Previous episodes of intensified forced eradication have shown that coercive counter-narcotic strategies, including fumigation, erode trust between coca growers and the government, while strengthening illegal armed groups purporting to defend the former. The EU should advise the Duque government that repeating this approach is likely to yield the same result. It could also fill gaps in funding for the crop substitution programs. The EU could, for example, support related initiatives, such as building infrastructure, offering technical assistance for coca growers to cultivate legal crops, or helping secure better access to European markets for Colombian products grown by former coca farmers.

Neighbour Troubles

At least one million Venezuelans have entered Colombia fleeing economic misery, dire shortages of medical and other essential supplies and, in some cases, political repression since the start of 2017. Around half remain clustered in border areas marked by high rates of poverty and unemployment. President Duque has acknowledged the need to accept these migrants and work with Latin American partners and UN bodies to protect their well-being. He has sounded a firm line on Venezuela, telling the UN General Assembly that a stronger regional “diplomatic siege” is needed to “sanction … those who have laid the way for this atrocious trag-edy”.

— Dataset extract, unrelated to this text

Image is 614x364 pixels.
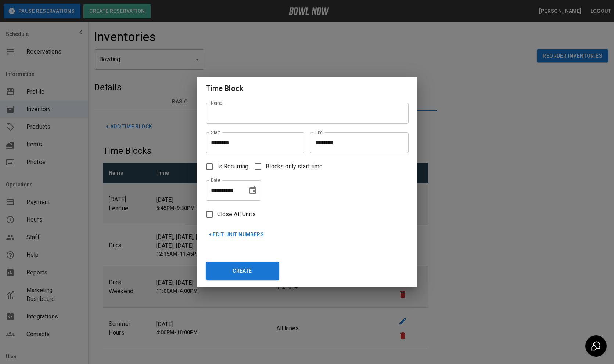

Growing tensions between Bogotá and Caracas, as well as the absence of stable channels of communication between the countries’ armed forces, could lead to worsening violence. The risk is most acute along borders that armed groups, above all the ELN, regularly cross. In these areas, illegal economies flourish, including trafficking in cocaine, fuel, cattle, and illegally mined gold and coltan. Venezuela’s president, Nicolás Maduro, accused Duque’s predecessor Santos of sponsoring a re-cent assassination attempt against him, offering no evidence to back up that claim. At the same time, senior Latin American and U.S. officials have floated the idea of military intervention against Maduro’s government. President Duque has – sensi-bly – ruled out Colombian support for such an initiative, which would almost cer-tainly make things much worse (even if the Venezuelan military abandoned Madu-ro and his government were quickly toppled – neither of which is certain – any newly installed transitional government in Caracas would be weak and, beset by pockets of armed resistance and the spread of organised crime, would almost cer-tainly be unable to impose order across the country). 

As it bears the brunt of the humanitarian emergency, Colombia undoubtedly needs more support from the EU to cope with the exodus of desperate Venezuelans and contain instability along the border. European backing on an issue that is at the core of Duque’s security concerns could help persuade the government that it should attend to EU concerns and keep the budget for the peace process intact.